China fails to address Western concerns in human rights report
BEIJING, 2/17/2000 (AP) China cannot copy Western methods for promoting
human rights, the government said Thursday in a report on its rights
record that ignored concerns raised by foreign governments and critics.
Publication of the 20-page report came weeks before China will face a
U.S. effort to censure Beijing at the U.N. Human Rights Commission,
which begins its six-week annual session next month.
Beijing's rights record is also being scrutinized in a U.S.
Congressional debate over a deal that would enable China to join the
World Trade Organization.
The report, published by the Information Office of the State Council, or
Cabinet, listed major improvements in health care, education, social
welfare, poverty alleviation and other fields in the 50 years since the
Communist Party took power.
The government often has contended that such quality of life issues
outweigh concerns about protection of civil liberties.
The Chinese now ''enjoy unprecedented democracy and freedom,'' the
report said while also conceding that China's democratic and legal
systems show ''room for improvement.''
But it did not touch on many issues frequently raised by foreign
governments and rights groups: China's world-leading use of the death
penalty, a prohibition on organized political dissent and the sentencing
of people without trial to labor camps.
The report said the average life expectancy of Tibetans has jumped from
36 to 65 years under communist rule, but it did not address repeated
appeals by foreign governments to open talks with the Dalai Lama,
Tibet's exiled spiritual leader. Nor did it mention the seven-month
crackdown on the Falun Gong spiritual movement, which has seen thousands
detained or imprisoned.
It also did not mention two international human rights treaties that
Beijing has signed but not ratified.
The report said that as a developing country with 1.25 billion people
and a relative shortage of resources and wealth, ''China cannot copy the
mode of human rights development of the developed Western countries, nor
can it copy the methods of other developing countries.''
''China can only start from its own reality and explore a road with its
own characteristics,'' the report said.
It reiterated the government's long-standing argument that the right to
food, clothing, housing and economic progress what the report termed
''subsistence and development'' takes precedence over political, social,
economic, cultural, individual and collective rights.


▸ **The problem**: Without the pictures, retype each line below exactly as it stands.

▸ **Raw data**:
↓↓↓

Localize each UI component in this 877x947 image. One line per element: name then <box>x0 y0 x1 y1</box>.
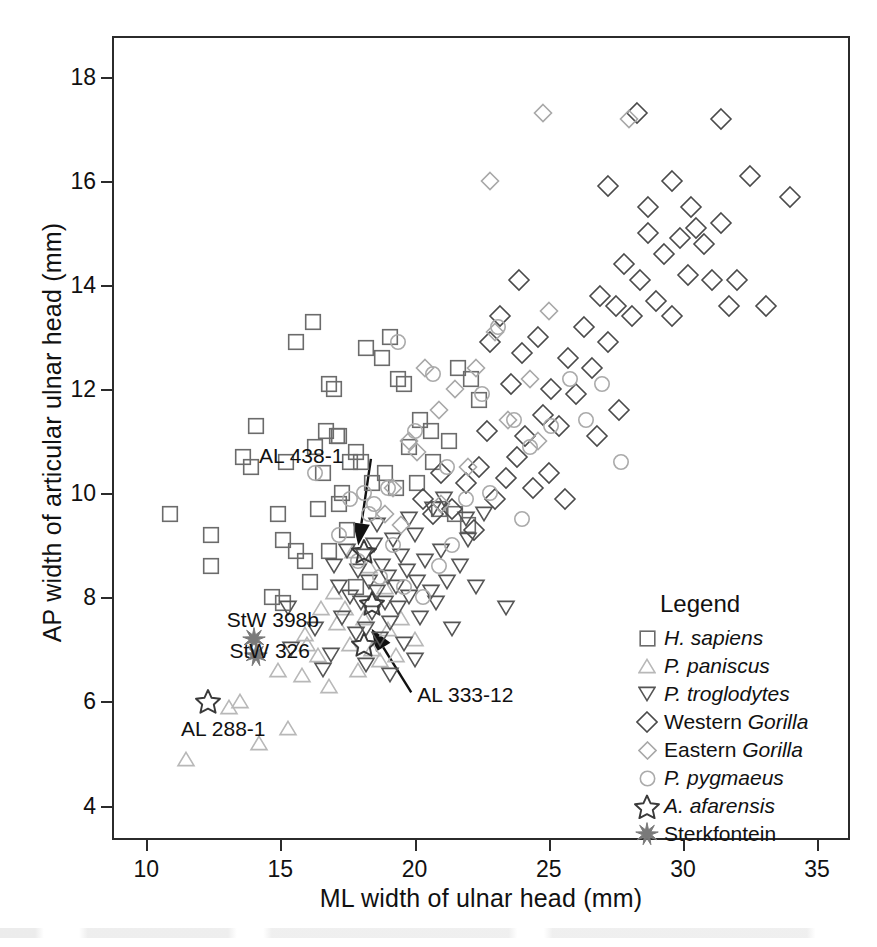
legend-item: Sterkfontein <box>630 820 826 848</box>
annotation-label: AL 333-12 <box>417 683 513 707</box>
x-tick-label: 15 <box>268 856 294 883</box>
circle-icon <box>630 770 664 787</box>
x-tick <box>549 838 551 851</box>
legend-item-label: P. pygmaeus <box>664 766 784 790</box>
y-tick-label: 8 <box>83 584 96 611</box>
y-tick <box>101 77 114 79</box>
y-tick-label: 10 <box>70 480 96 507</box>
legend-item-label: P. troglodytes <box>664 682 790 706</box>
legend-item: P. troglodytes <box>630 680 826 708</box>
legend-item-label: Eastern Gorilla <box>664 738 803 762</box>
legend-item-label: A. afarensis <box>664 794 775 818</box>
legend-item-label: H. sapiens <box>664 626 763 650</box>
triangle-up-icon <box>630 658 664 674</box>
legend-item: Western Gorilla <box>630 708 826 736</box>
y-tick-label: 12 <box>70 376 96 403</box>
plot-area: 4681012141618 101520253035 AL 438-1AL 33… <box>112 36 850 840</box>
caption-strip <box>0 928 877 938</box>
star-icon <box>630 794 664 819</box>
x-tick-label: 10 <box>133 856 159 883</box>
y-tick-label: 14 <box>70 272 96 299</box>
annotation-label: StW 398b <box>227 608 319 632</box>
y-tick <box>101 493 114 495</box>
y-tick <box>101 597 114 599</box>
legend-item-label: Western Gorilla <box>664 710 808 734</box>
legend-item: H. sapiens <box>630 624 826 652</box>
y-tick-label: 16 <box>70 168 96 195</box>
x-tick-label: 20 <box>402 856 428 883</box>
y-tick <box>101 389 114 391</box>
square-icon <box>630 630 664 647</box>
annotation-label: AL 288-1 <box>181 717 265 741</box>
y-tick <box>101 285 114 287</box>
diamond-small-icon <box>630 741 664 760</box>
y-axis-title: AP width of articular ulnar head (mm) <box>38 113 67 753</box>
legend: Legend H. sapiensP. paniscusP. troglodyt… <box>630 590 826 848</box>
legend-item: A. afarensis <box>630 792 826 820</box>
x-tick-label: 35 <box>804 856 830 883</box>
y-tick <box>101 181 114 183</box>
x-tick <box>415 838 417 851</box>
legend-item-label: Sterkfontein <box>664 822 776 846</box>
y-tick-label: 4 <box>83 792 96 819</box>
legend-title: Legend <box>660 590 826 618</box>
legend-items: H. sapiensP. paniscusP. troglodytesWeste… <box>630 624 826 848</box>
annotation-label: AL 438-1 <box>259 444 343 468</box>
legend-item: P. paniscus <box>630 652 826 680</box>
x-axis-title: ML width of ulnar head (mm) <box>112 884 850 913</box>
legend-item-label: P. paniscus <box>664 654 770 678</box>
x-tick-label: 30 <box>670 856 696 883</box>
y-tick <box>101 701 114 703</box>
legend-item: Eastern Gorilla <box>630 736 826 764</box>
diamond-large-icon <box>630 711 664 733</box>
x-tick <box>280 838 282 851</box>
y-tick-label: 18 <box>70 64 96 91</box>
annotation-label: StW 326 <box>229 639 310 663</box>
figure: AP width of articular ulnar head (mm) ML… <box>0 0 877 947</box>
legend-item: P. pygmaeus <box>630 764 826 792</box>
y-tick-label: 6 <box>83 688 96 715</box>
x-tick <box>146 838 148 851</box>
triangle-down-icon <box>630 686 664 702</box>
y-tick <box>101 806 114 808</box>
starburst-icon <box>630 822 664 846</box>
x-tick-label: 25 <box>536 856 562 883</box>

↑↑↑

▸ **Answer**:
Localize each UI component in this 877x947 image. One line per element: name then <box>x0 y0 x1 y1</box>.
legend-item: Sterkfontein <box>630 820 826 848</box>
annotation-label: AL 333-12 <box>417 683 513 707</box>
x-tick-label: 15 <box>268 856 294 883</box>
circle-icon <box>630 770 664 787</box>
x-tick <box>549 838 551 851</box>
legend-item-label: P. pygmaeus <box>664 766 784 790</box>
y-tick-label: 8 <box>83 584 96 611</box>
y-tick <box>101 77 114 79</box>
y-tick-label: 10 <box>70 480 96 507</box>
legend-item-label: P. troglodytes <box>664 682 790 706</box>
legend-item: P. troglodytes <box>630 680 826 708</box>
legend-item-label: Eastern Gorilla <box>664 738 803 762</box>
legend-item-label: A. afarensis <box>664 794 775 818</box>
legend-item-label: H. sapiens <box>664 626 763 650</box>
triangle-up-icon <box>630 658 664 674</box>
legend-item: Western Gorilla <box>630 708 826 736</box>
y-tick-label: 12 <box>70 376 96 403</box>
plot-area: 4681012141618 101520253035 AL 438-1AL 33… <box>112 36 850 840</box>
caption-strip <box>0 928 877 938</box>
star-icon <box>630 794 664 819</box>
x-tick-label: 10 <box>133 856 159 883</box>
y-tick-label: 14 <box>70 272 96 299</box>
annotation-label: StW 398b <box>227 608 319 632</box>
y-tick <box>101 493 114 495</box>
y-tick <box>101 597 114 599</box>
legend-item-label: Western Gorilla <box>664 710 808 734</box>
legend-item: H. sapiens <box>630 624 826 652</box>
y-tick-label: 16 <box>70 168 96 195</box>
x-tick-label: 20 <box>402 856 428 883</box>
y-tick <box>101 389 114 391</box>
square-icon <box>630 630 664 647</box>
annotation-label: AL 288-1 <box>181 717 265 741</box>
y-tick <box>101 285 114 287</box>
diamond-small-icon <box>630 741 664 760</box>
y-axis-title: AP width of articular ulnar head (mm) <box>38 113 67 753</box>
legend: Legend H. sapiensP. paniscusP. troglodyt… <box>630 590 826 848</box>
legend-item: A. afarensis <box>630 792 826 820</box>
x-tick-label: 35 <box>804 856 830 883</box>
y-tick <box>101 181 114 183</box>
x-tick <box>415 838 417 851</box>
legend-item-label: Sterkfontein <box>664 822 776 846</box>
y-tick-label: 4 <box>83 792 96 819</box>
legend-title: Legend <box>660 590 826 618</box>
legend-items: H. sapiensP. paniscusP. troglodytesWeste… <box>630 624 826 848</box>
annotation-label: AL 438-1 <box>259 444 343 468</box>
legend-item: P. paniscus <box>630 652 826 680</box>
x-axis-title: ML width of ulnar head (mm) <box>112 884 850 913</box>
legend-item-label: P. paniscus <box>664 654 770 678</box>
x-tick-label: 30 <box>670 856 696 883</box>
y-tick <box>101 701 114 703</box>
legend-item: Eastern Gorilla <box>630 736 826 764</box>
diamond-large-icon <box>630 711 664 733</box>
x-tick <box>280 838 282 851</box>
y-tick-label: 18 <box>70 64 96 91</box>
annotation-label: StW 326 <box>229 639 310 663</box>
figure: AP width of articular ulnar head (mm) ML… <box>0 0 877 947</box>
legend-item: P. pygmaeus <box>630 764 826 792</box>
y-tick-label: 6 <box>83 688 96 715</box>
x-tick <box>146 838 148 851</box>
triangle-down-icon <box>630 686 664 702</box>
y-tick <box>101 806 114 808</box>
starburst-icon <box>630 822 664 846</box>
x-tick-label: 25 <box>536 856 562 883</box>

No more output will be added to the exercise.